The topic has been sort of nibbled around the edges, but to give a fuller explanation for the next person who comes across looking for solar charger info, here we go:
A simple solar panel with NO electronic controls on it whatsoever must be of a very small wattage, say <10w, to avoid damaging a typical lead acid battery over time. As a side effect of that, it cannot effectively 'recharge' a drained battery for a couple of reasons. One reason is that lead acid batteries 'age' and deteriorate very quickly when left in a discharged state (sulfation) so any recharging would preferably be done in a fairly quick manner to avoid taking chunks off the lifespan of the battery. Sulfation is constantly forming in a lead acid battery but one of the ways that a charging setup typically combats that is that it puts enough current into the battery to cause some slight plate growth/deformation through heating, and causes a 'healthy' amount of 'gassing' or bubble formation, and the bubbles themselves gently 'jostle' things on the surface of the plates as they float to the top, as well as causing gradual circulation of the electrolyte which prevents 'stratification' where the more acidic electrolyte settles to the bottom, leaving the upper parts of the battery plates with 'weaker' electrolyte. These minor movements of the plates and electrolyte help prevent young, 'soft' sulfate from hardening into crystalline forms which are basically impossible to 'shake loose' from the plate and block whatever parts of the plate they cover, making the battery 'act' smaller and smaller until it is too weak to do its job and must be replaced.

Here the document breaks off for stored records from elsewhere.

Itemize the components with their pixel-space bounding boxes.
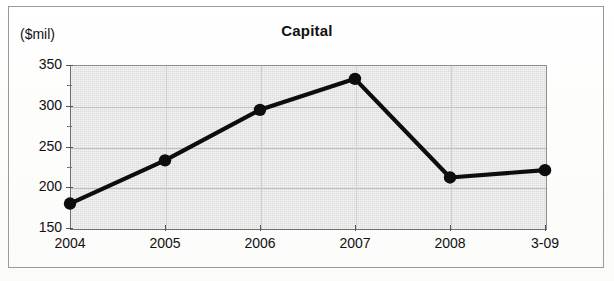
y-tick-label-300: 300 — [22, 97, 62, 113]
y-minor-tick-225 — [67, 167, 72, 168]
y-tick-label-350: 350 — [22, 56, 62, 72]
x-tick-label-2007: 2007 — [323, 235, 387, 251]
x-tick-2007 — [355, 225, 356, 231]
y-tick-350 — [66, 65, 73, 66]
plot-area — [70, 65, 547, 230]
y-tick-label-200: 200 — [22, 178, 62, 194]
y-tick-300 — [66, 106, 73, 107]
x-tick-3-09 — [545, 225, 546, 231]
gridline-x-2008 — [451, 66, 452, 229]
gridline-x-2007 — [356, 66, 357, 229]
y-tick-150 — [66, 228, 73, 229]
y-minor-tick-175 — [67, 208, 72, 209]
gridline-y-300 — [71, 107, 546, 108]
y-tick-label-150: 150 — [22, 219, 62, 235]
gridline-x-2005 — [166, 66, 167, 229]
x-tick-label-2005: 2005 — [133, 235, 197, 251]
gridline-x-2006 — [261, 66, 262, 229]
y-tick-200 — [66, 187, 73, 188]
x-tick-label-2008: 2008 — [418, 235, 482, 251]
x-tick-2005 — [165, 225, 166, 231]
gridline-y-200 — [71, 188, 546, 189]
y-minor-tick-325 — [67, 85, 72, 86]
gridline-y-250 — [71, 148, 546, 149]
chart-page: ($mil) Capital 150200250300350 200420052… — [0, 0, 614, 281]
x-tick-2006 — [260, 225, 261, 231]
chart-title: Capital — [0, 22, 614, 39]
y-tick-label-250: 250 — [22, 138, 62, 154]
x-tick-label-2006: 2006 — [228, 235, 292, 251]
y-minor-tick-275 — [67, 126, 72, 127]
x-tick-2008 — [450, 225, 451, 231]
y-tick-250 — [66, 147, 73, 148]
x-tick-label-2004: 2004 — [38, 235, 102, 251]
x-tick-label-3-09: 3-09 — [513, 235, 577, 251]
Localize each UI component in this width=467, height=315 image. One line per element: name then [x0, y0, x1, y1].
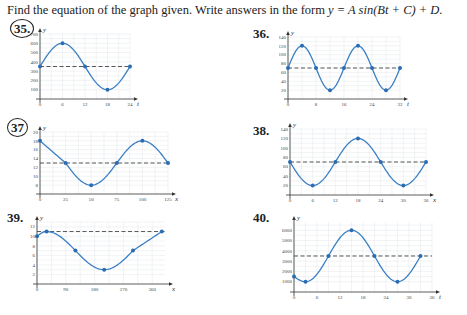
svg-text:x: x — [174, 195, 179, 203]
svg-text:0: 0 — [293, 295, 296, 300]
svg-text:0: 0 — [39, 197, 42, 202]
svg-text:18: 18 — [105, 102, 111, 107]
svg-text:4: 4 — [33, 263, 36, 268]
graph-36: yt0816243220406080100120140 — [278, 33, 398, 113]
graph-38: yx06121824303620406080100120140 — [278, 125, 423, 210]
svg-text:32: 32 — [398, 102, 404, 107]
svg-text:3000: 3000 — [282, 259, 293, 264]
svg-text:16: 16 — [342, 102, 348, 107]
svg-text:36: 36 — [430, 295, 436, 300]
svg-text:8: 8 — [315, 102, 318, 107]
svg-text:t: t — [439, 293, 442, 301]
svg-text:20: 20 — [281, 88, 287, 93]
svg-text:30: 30 — [401, 198, 407, 203]
svg-text:y: y — [39, 214, 44, 222]
svg-text:270: 270 — [120, 287, 128, 292]
svg-text:90: 90 — [63, 287, 69, 292]
svg-text:60: 60 — [281, 70, 287, 75]
svg-text:x: x — [432, 196, 437, 204]
svg-text:y: y — [42, 124, 47, 132]
svg-text:y: y — [296, 214, 301, 222]
svg-text:36: 36 — [424, 198, 430, 203]
svg-text:100: 100 — [139, 197, 147, 202]
svg-text:2000: 2000 — [282, 269, 293, 274]
svg-text:360: 360 — [148, 287, 156, 292]
svg-text:x: x — [171, 285, 176, 293]
svg-text:12: 12 — [33, 165, 39, 170]
svg-text:0: 0 — [287, 102, 290, 107]
svg-text:10: 10 — [33, 174, 39, 179]
graph-39: yx09018027036024681012 — [25, 218, 165, 300]
svg-text:6: 6 — [311, 198, 314, 203]
svg-text:20: 20 — [33, 130, 39, 135]
svg-text:6: 6 — [316, 295, 319, 300]
svg-text:16: 16 — [33, 147, 39, 152]
svg-text:80: 80 — [283, 155, 289, 160]
graph-37: yx02550751001258101214161820 — [28, 128, 168, 208]
svg-text:500: 500 — [31, 50, 39, 55]
svg-text:140: 140 — [281, 127, 289, 132]
problem-37-number: 37 — [7, 120, 28, 136]
svg-text:0: 0 — [39, 102, 42, 107]
svg-text:20: 20 — [283, 183, 289, 188]
svg-text:18: 18 — [356, 198, 362, 203]
problem-39-number: 39. — [7, 210, 23, 226]
svg-text:6: 6 — [61, 102, 64, 107]
svg-text:125: 125 — [164, 197, 172, 202]
problem-38-number: 38. — [253, 123, 269, 139]
svg-text:12: 12 — [338, 295, 344, 300]
svg-text:1000: 1000 — [282, 279, 293, 284]
svg-text:25: 25 — [63, 197, 69, 202]
svg-text:12: 12 — [333, 198, 339, 203]
svg-text:y: y — [42, 26, 47, 34]
svg-text:400: 400 — [31, 60, 39, 65]
svg-text:100: 100 — [281, 146, 289, 151]
svg-text:t: t — [407, 100, 410, 108]
instructions: Find the equation of the graph given. Wr… — [7, 3, 443, 18]
svg-text:8: 8 — [36, 183, 39, 188]
svg-text:5000: 5000 — [282, 238, 293, 243]
svg-text:24: 24 — [370, 102, 376, 107]
instructions-text: Find the equation of the graph given. Wr… — [7, 3, 328, 17]
svg-text:10: 10 — [30, 234, 36, 239]
problem-40-number: 40. — [253, 210, 269, 226]
svg-text:6: 6 — [33, 253, 36, 258]
svg-text:12: 12 — [83, 102, 89, 107]
graph-40: yt061218243036100020003000400050006000 — [278, 218, 428, 308]
svg-text:300: 300 — [31, 69, 39, 74]
svg-text:100: 100 — [31, 87, 39, 92]
svg-text:75: 75 — [114, 197, 120, 202]
svg-text:24: 24 — [378, 198, 384, 203]
svg-text:40: 40 — [283, 174, 289, 179]
svg-text:0: 0 — [36, 287, 39, 292]
svg-text:600: 600 — [31, 41, 39, 46]
svg-text:120: 120 — [279, 44, 287, 49]
problem-36-number: 36. — [253, 26, 269, 42]
svg-text:50: 50 — [89, 197, 95, 202]
svg-text:24: 24 — [384, 295, 390, 300]
svg-text:18: 18 — [361, 295, 367, 300]
svg-text:4000: 4000 — [282, 249, 293, 254]
graph-35: yt06121824100200300400500600700 — [28, 30, 133, 112]
svg-text:40: 40 — [281, 79, 287, 84]
svg-text:t: t — [137, 100, 140, 108]
svg-text:120: 120 — [281, 136, 289, 141]
svg-text:200: 200 — [31, 78, 39, 83]
svg-text:12: 12 — [30, 224, 36, 229]
svg-text:180: 180 — [91, 287, 99, 292]
svg-text:6000: 6000 — [282, 228, 293, 233]
svg-text:2: 2 — [33, 272, 36, 277]
svg-text:8: 8 — [33, 244, 36, 249]
svg-text:14: 14 — [33, 156, 39, 161]
svg-text:24: 24 — [128, 102, 134, 107]
svg-text:80: 80 — [281, 61, 287, 66]
svg-text:30: 30 — [407, 295, 413, 300]
svg-text:60: 60 — [283, 164, 289, 169]
svg-text:100: 100 — [279, 52, 287, 57]
svg-text:140: 140 — [279, 35, 287, 40]
svg-text:y: y — [290, 29, 295, 37]
svg-text:18: 18 — [33, 139, 39, 144]
formula: y = A sin(Bt + C) + D. — [328, 3, 442, 17]
svg-text:0: 0 — [289, 198, 292, 203]
svg-text:y: y — [292, 121, 297, 129]
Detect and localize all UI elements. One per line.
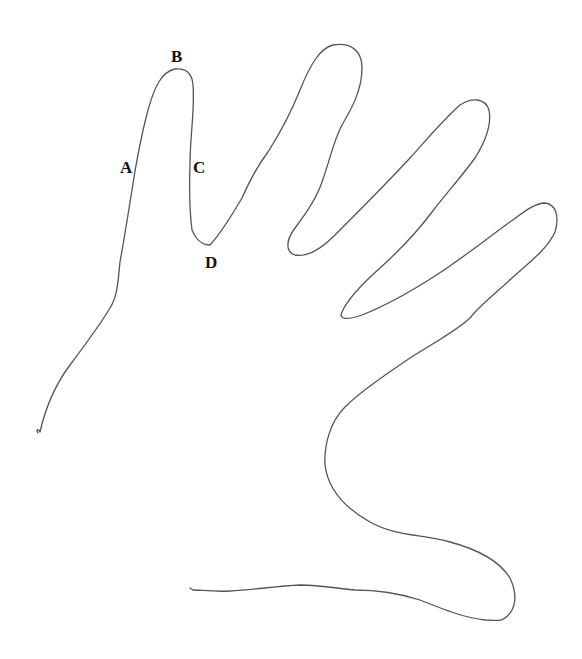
hand-outline-drawing bbox=[0, 0, 582, 659]
label-c: C bbox=[193, 159, 205, 176]
label-a: A bbox=[120, 159, 132, 176]
hand-outline-path bbox=[37, 44, 557, 620]
label-b: B bbox=[171, 48, 182, 65]
label-d: D bbox=[205, 254, 217, 271]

So a real charger should be able to charge lead acid at a certain minimum level of aggressiveness usually described as ~0.12C or 12% of the amp-hour rating. If you have a 100amp-hour battery (large car battery, typical boat battery) you would ideally charge it at 12amps or more until it was full or nearly full, for example. 12amps X 14volts (what you typically charge a 12v lead acid with) = ~170watts. So you'd need a 100-200w solar panel to be an effective 'charge source' for a drained lead acid.. but then if you just left it hooked up all the time it'd kill the battery in no time!
So the cheapest solar 'maintainers' are simply small enough that they can't overcharge the battery. The battery can dissipate the ~5w of energy as heat without suffering any harm even when it is 100.00% charged.
So be wary of large 'solar maintainers' of 10+w of power.. they may do as much harm as good over the long term. If you want to use a larger solar panel you would really need a 'solar charge controller' to go with it. Some of the nicer solar maintainers may have these electronics built in, but if not you would need to add one separately and set the voltage limits appropriate to your battery so that it would transition from the 'charging' voltage to the 'floating' voltage when the battery was charged, and if the battery didn't need any power it won't give it any!
Basically, more watts isnt necessarily better, and most of the manufacturers/sellers know that the typical buyer doesn't know jack shi*t about lead acid battery charging so they don't even bother to be transparent about what their devices do, electronically. Be skeptical, and on some level a 5w solar panel with no electronic controls is safer than a 20w panel with electronics that do.. indeterminate, unstated things.